In the last article, we have learned How to set up Grafana in our local environment.
Now, let's proceed with creating a Grafana monitoring by integrating Loki and Promtail for efficient log aggregation and analysis. Our goal is to connect a Linux/ Windows EC2 instance with Grafana to monitor various components of the servers in real time.
A Brief Introduction to Loki and Promtail:
Loki: A horizontally scalable log aggregation system that efficiently stores and indexes log data, serving as the central repository for fast, distributed log processing.
Promtail: A lightweight log collector operating on individual servers or containers, collecting log data from various sources.

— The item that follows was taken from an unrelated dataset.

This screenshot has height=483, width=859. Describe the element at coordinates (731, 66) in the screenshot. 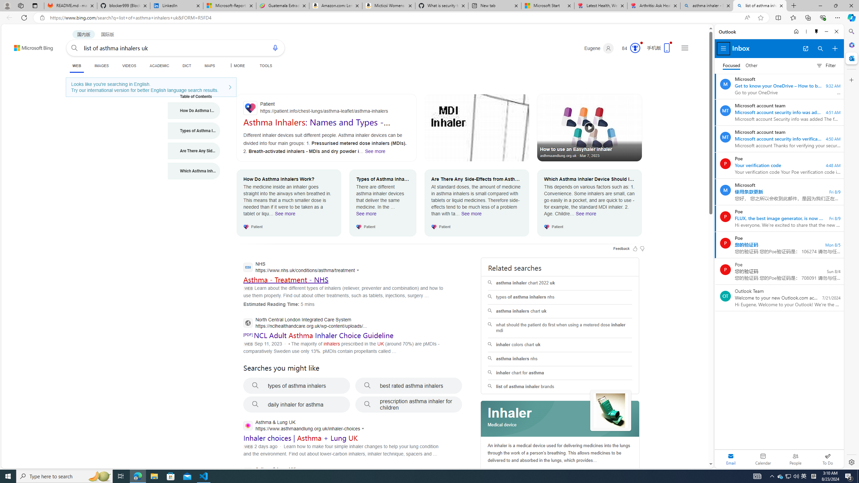

I see `Focused` at that location.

It tails log files or streams and sends the data to Loki for storage and analysis.
Things will get clearer as we do we hands-on.

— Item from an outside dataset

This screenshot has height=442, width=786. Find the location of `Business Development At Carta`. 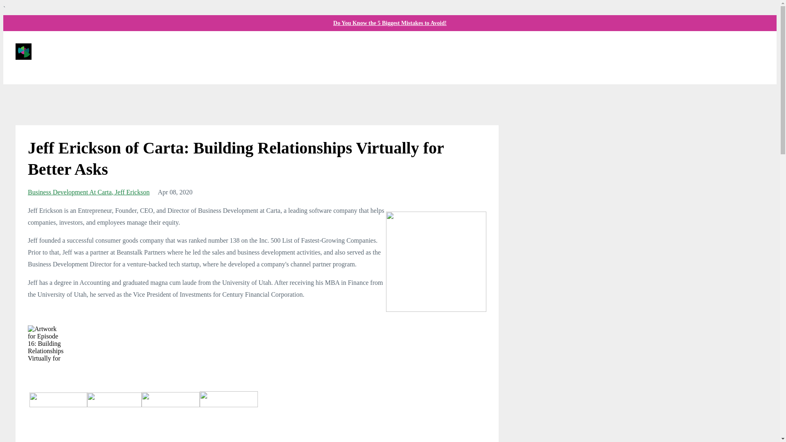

Task-01: Monitoring different components of server with Grafana
After installing Grafana on our server(For more details refer my last blog here:
Install Docker:
sudo apt-get update sudo apt install docker.io sudo usermod -aG docker $USER sudo reboot
- Install Loki and Promtail using Docker.

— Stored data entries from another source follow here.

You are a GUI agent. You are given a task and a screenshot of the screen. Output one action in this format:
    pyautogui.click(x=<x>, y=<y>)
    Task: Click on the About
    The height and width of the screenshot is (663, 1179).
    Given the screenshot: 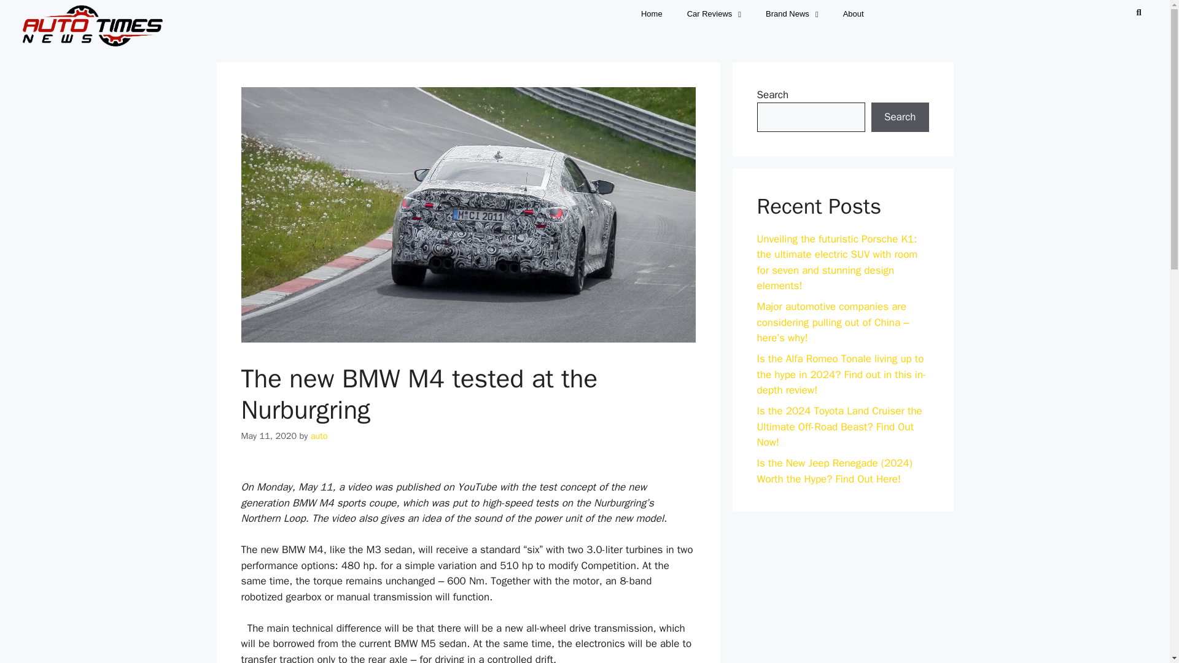 What is the action you would take?
    pyautogui.click(x=854, y=14)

Download Configuration Files:
Loki Config:
mkdir grafana_configs cd grafana_configs wget https://raw.githubusercontent.com/grafana/loki/v2.8.0/cmd/loki/loki-local-config.yaml -O loki-config.yaml
Promtail Config:
wget https://raw.githubusercontent.com/grafana/loki/v2.8.0/clients/cmd/promtail/promtail-docker-config.yaml -O promtail-config.yaml
Run Loki Docker Container:
sudo docker run -d --name loki -v $(pwd):/mnt/config -p 3100:3100 grafana/loki:2.8.0 --config.file=/mnt/config/loki-config.yaml
This command initiates a Docker container named "loki" from the Grafana Loki image version 2.8.0. It runs the container in detached mode (-d
), maps the current directory as a volume inside the container (-v $(pwd):/mnt/config
), and exposes port 3100 on the host to port 3100 on the container (-p 3100:3100
). Additionally, it specifies the Loki configuration file as /mnt/config/loki-config.yaml
using the --config.file
option. This configuration file holds settings for Loki, such as storage configurations and retention policies.
Configure Security Group:
- Edit the inbound rule to allow port 3100 in the security group of your EC2 instance.
Check Loki Readiness:
- Open a browser and visit
https://<public-ip>:3100/ready
to confirm Loki's readiness.
To discover the specific logs or metrics present in Loki, you can obtain them using the command /metrics
.
Run Promtail Docker Container:
sudo docker run -d --name promtail -v $(pwd):/mnt/config -v /var/log:/var/log --link loki grafana/promtail:2.8.0 --config.file=/mnt/config/promtail-config.yaml
This command launches a Docker container named "promtail" using the Grafana Promtail image version 2.8.0. The container runs in detached mode (-d
), mounts the current directory as a volume inside the container (-v $(pwd):/mnt/config
), and also mounts the host's /var/log
directory to the container's /var/log
directory (-v /var/log:/var/log
). It establishes a network link with the previously created "loki" container using --link loki
. Additionally, it specifies the Promtail configuration file as /mnt/config/promtail-config.yaml
using the --config.file
option. This configuration file contains settings for Promtail, such as log file paths and target Loki endpoints.
Setting Up Grafana Data Source:
Log in to your Grafana web interface.
Navigate to "Configuration" > "Data Sources" > "Add data source."
Enter the Loki server URL, typically in the format http://:9090.
Choose "Loki" as the type of data source.
Creating Grafana Dashboards:
Develop Grafana dashboards to visualize the metrics gathered from both Linux and Windows instances.
Include panels for CPU usage, memory usage, disk space, network activity, and any other metrics of interest.
Monitoring and Analysis:
Now that Loki and Promtail are configured, you can effectively monitor and analyze various components of your Linux and Windows EC2 instances.
Thanks for reading until here. We will deep dive more into dashboards and stuff in the next one.